The Kid from Hell

by Arkady & Boris Strugatsky

A Soviet sci-fi classic about a young soldier from a violent planet who gets rescued and brought to a peaceful future Earth, where everything he believed in stops making sense.

The Strugatsky brothers were the biggest science fiction writers in the USSR, and this 1974 novel is part of their famous Noon Universe series. It follows Gag, a loyal soldier on a planet called Giganda where war is just how life works. He gets badly wounded, nearly dies, and an Earth observer saves him and brings him home. On Earth, nobody fights, nobody gives orders, and nothing makes sense to a guy whose whole identity is built around being a soldier.

On the surface it is a fish-out-of-water story, but underneath it asks harder questions. Can someone really change when everything they were taught turns out to be wrong? What happens when you try to help someone who did not ask for help? Gag clings to his military identity because it is all he has, and the patient kindness of Earth’s people just confuses him more. These questions were relevant in 1974 and they still are now.

The Kid From Hell by Strugatsky Brothers - A Chapter by Chapter Retelling

Who Are the Strugatsky Brothers?

If you grew up in the USSR or any post-Soviet country, you know Arkady and Boris Strugatsky. They were THE science fiction writers. Not just popular, but genuinely brilliant. Think of them as the Soviet version of Arthur C. Clarke meets Philip K. Dick. They wrote dozens of novels and short stories, and most of them still hold up today.
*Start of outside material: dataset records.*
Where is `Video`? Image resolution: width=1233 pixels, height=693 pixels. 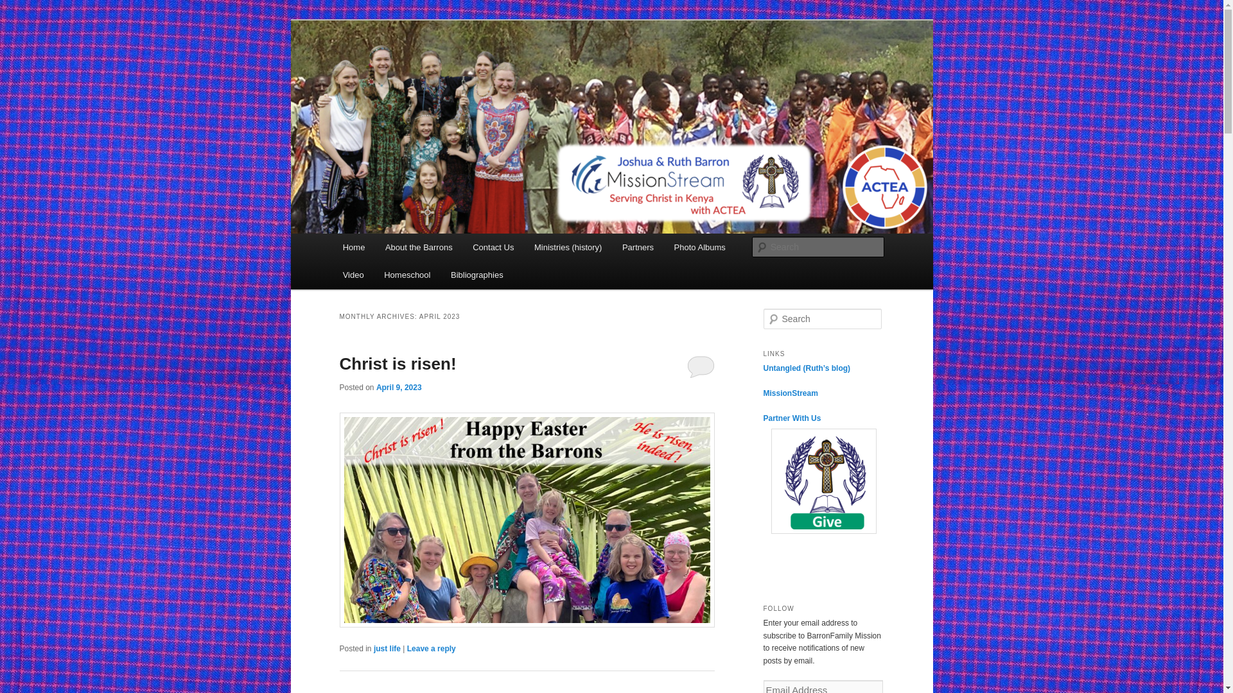
Video is located at coordinates (353, 275).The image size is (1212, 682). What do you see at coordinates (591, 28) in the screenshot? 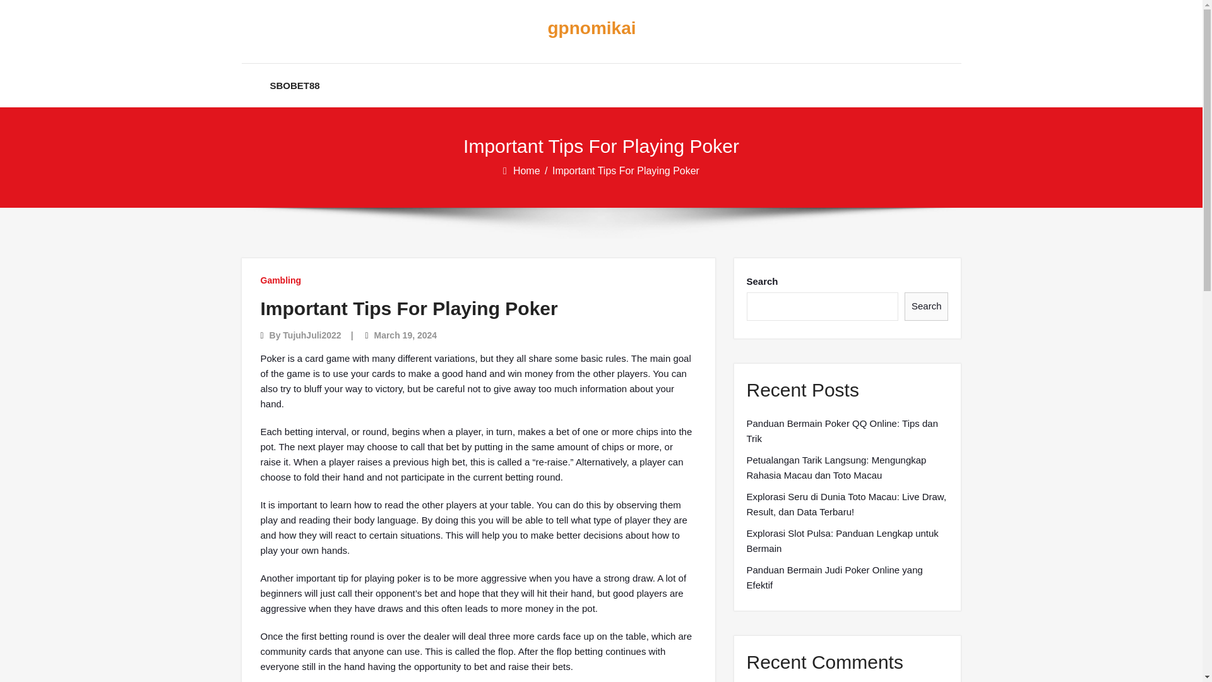
I see `gpnomikai` at bounding box center [591, 28].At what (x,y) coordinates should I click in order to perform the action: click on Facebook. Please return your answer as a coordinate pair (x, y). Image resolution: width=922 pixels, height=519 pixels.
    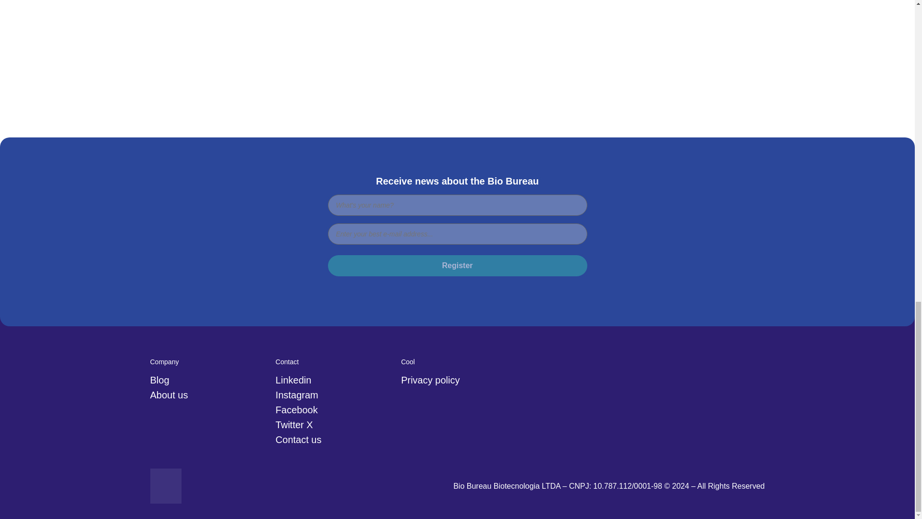
    Looking at the image, I should click on (334, 410).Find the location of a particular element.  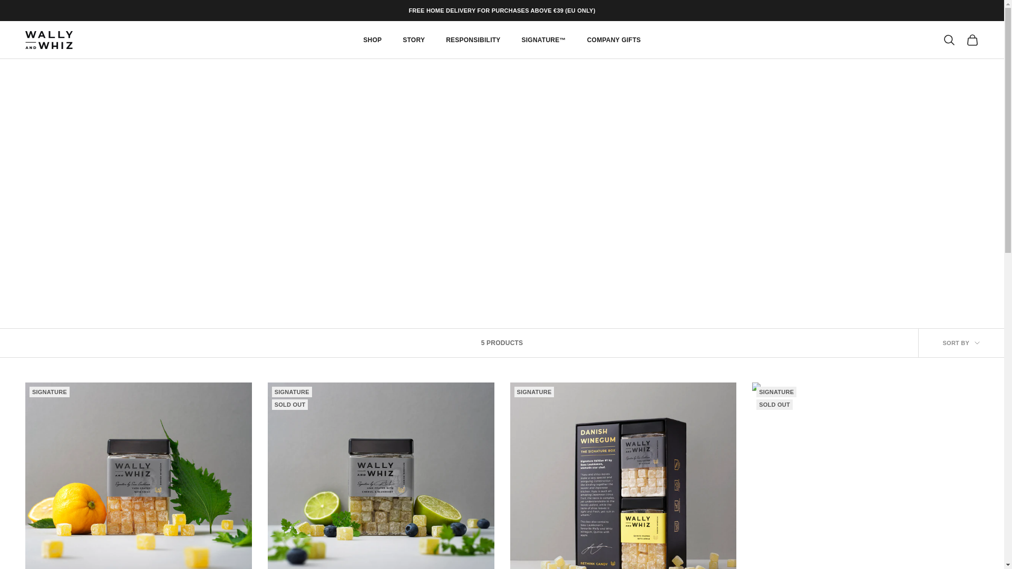

STORY is located at coordinates (414, 40). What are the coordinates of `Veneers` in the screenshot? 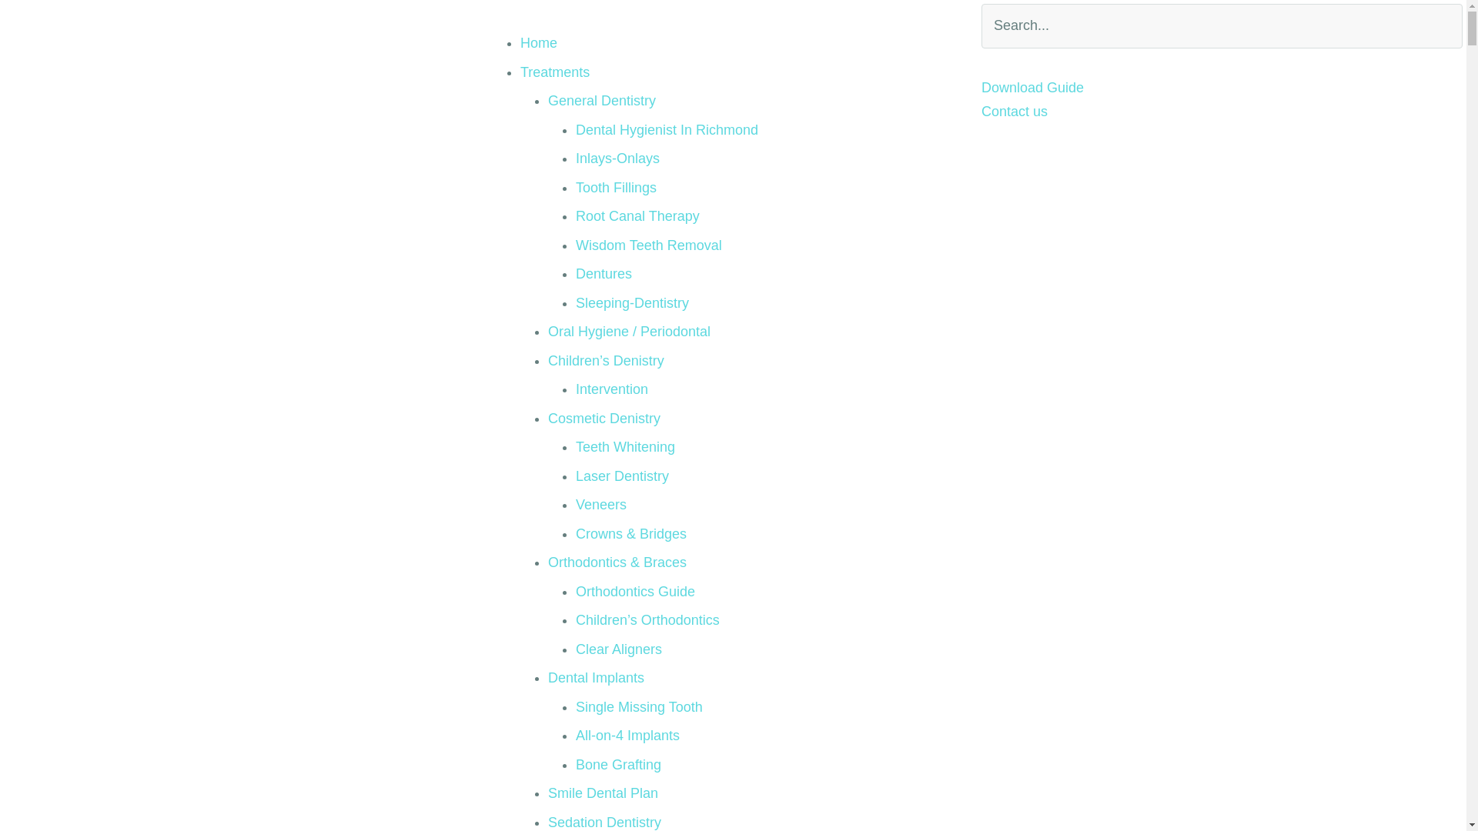 It's located at (601, 505).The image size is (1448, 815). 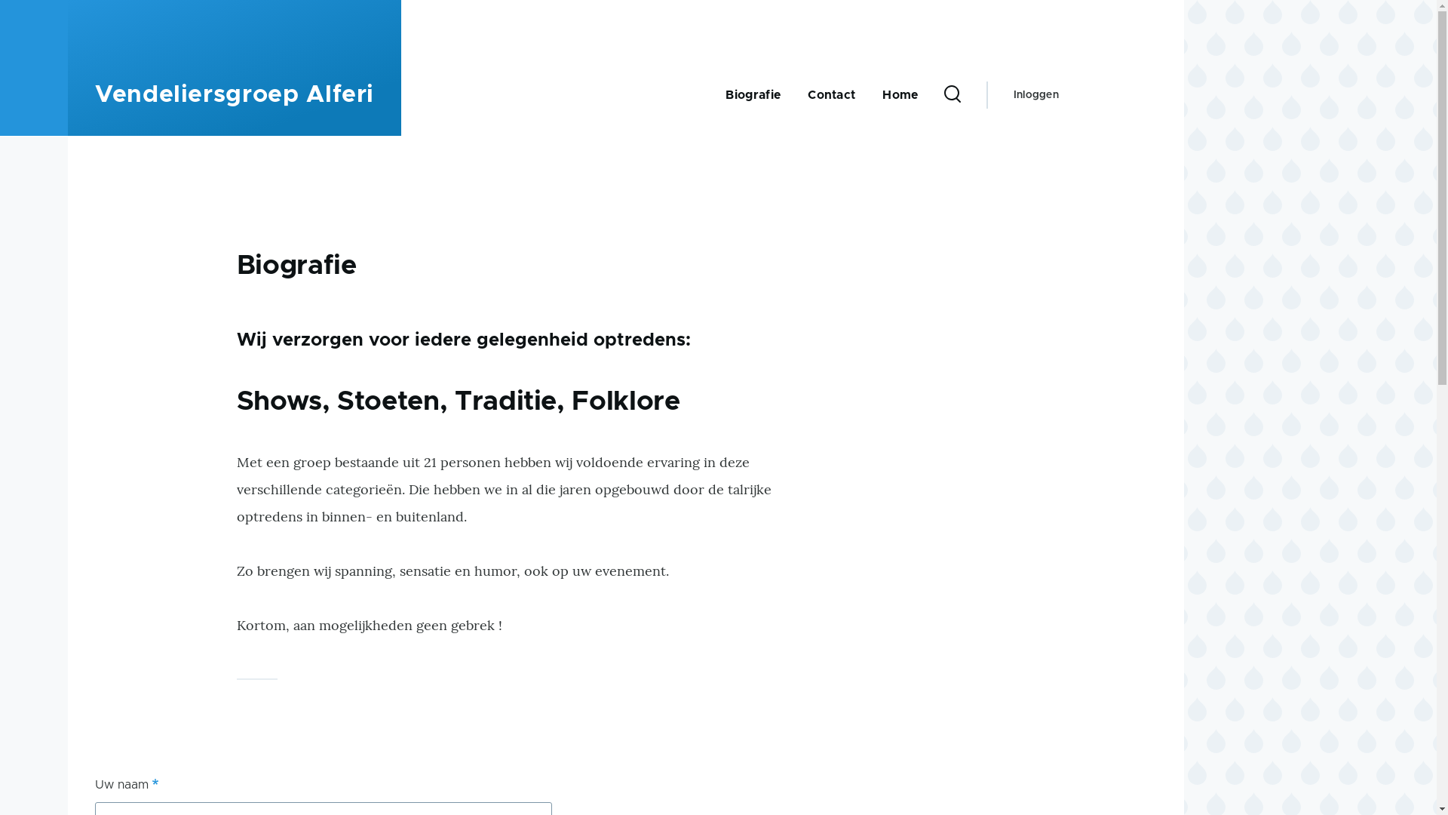 I want to click on Home, so click(x=901, y=95).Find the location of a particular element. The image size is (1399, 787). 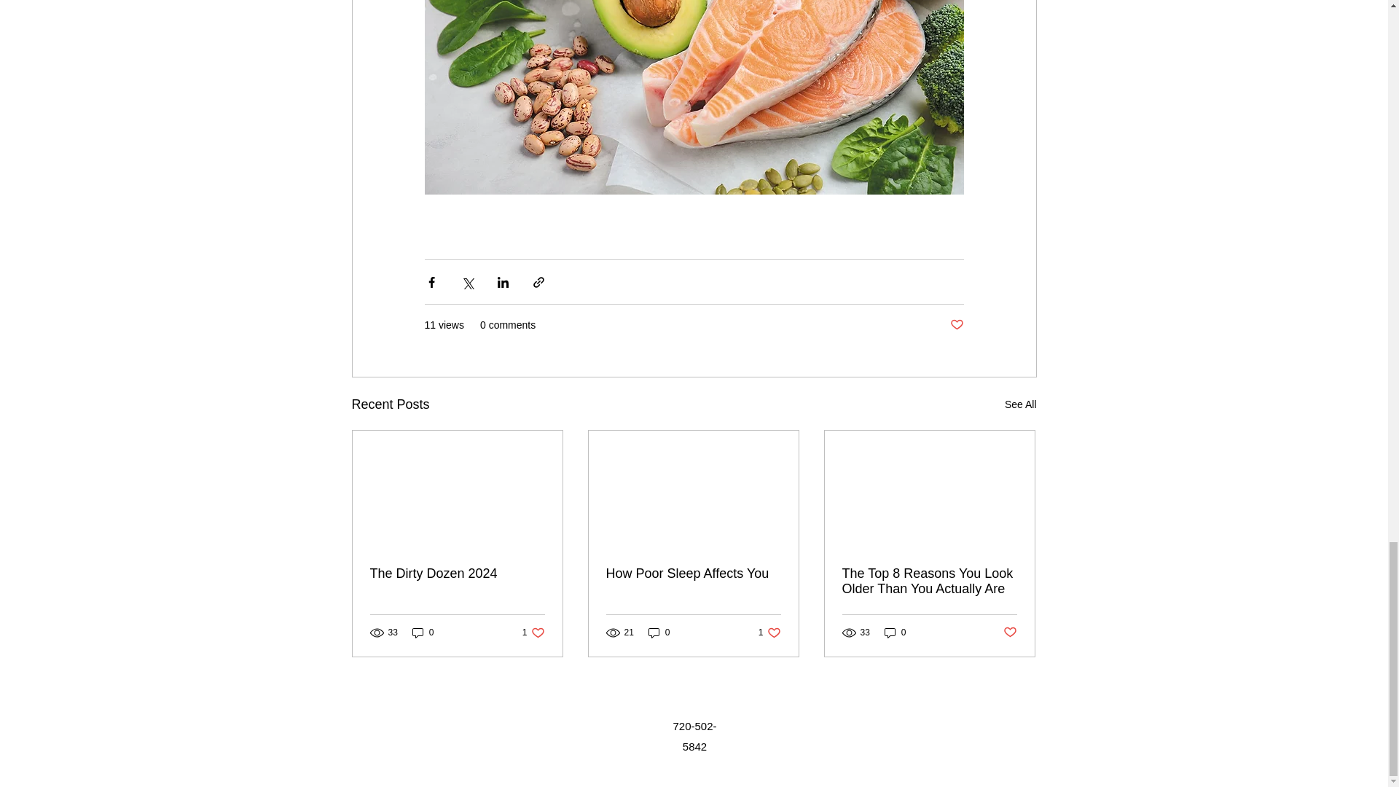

The Kid From Hell Chapter 2 - Waking Up on a New World

Naked in a Strange Room

So here’s what happened. Gack wakes up completely naked on a hospital bed. Two men are sitting next to him. One is a rosy-faced doctor beaming at him like a saint from an old icon. The other is a skinny, tanned guy with grey hair and a straw sticking out of his mouth. He says nothing. Just watches.

The Kid From Hell Chapter 4 - Private Dramba

A Walk Through an Empty World

Chapter 4 switches to third person and takes us outside, into the open. Gack and Dramba are walking along a deserted road on Earth’s plains. The sun is up, grasshoppers are screaming, and the road stretches from one horizon to the other in a perfectly straight line.

The Kid From Hell Chapter 6 - The Truth Hurts

The Perfect Trench

Chapter 6 opens with Gack inspecting a mortar position that Dramba just finished digging. Two hours and ten minutes. Perfectly smooth walls, regulation slope, tamped-down floor, beam-covered dugouts. Gack is proud. His Highness’s Engineer’s Academy would approve.

The Kid From Hell Chapter 7 - Breaking Free

This is it. Chapter 7 is where everything breaks and everything begins. If you’ve been following Gack’s story, you know this has been building. The kid from another planet, the child soldier who worshipped his duke and his generals, finally gets hit with the full truth. And what he does with it is the entire point of this novella.

The Kid From Hell Chapter 8 - Coming Home

Back to Giganda

Chapter 8 is short. Maybe the shortest chapter in the book. And it hits the hardest.

Gack pushes through the last thickets and steps out onto a road. It’s raining. Not a light drizzle, a downpour. There’s a stench coming from a ditch where something that used to be a person is rotting in clayey slime. A burnt-out tank sits half-sunk in a quagmire, its flamethrower barrel pointed uselessly at the clouds.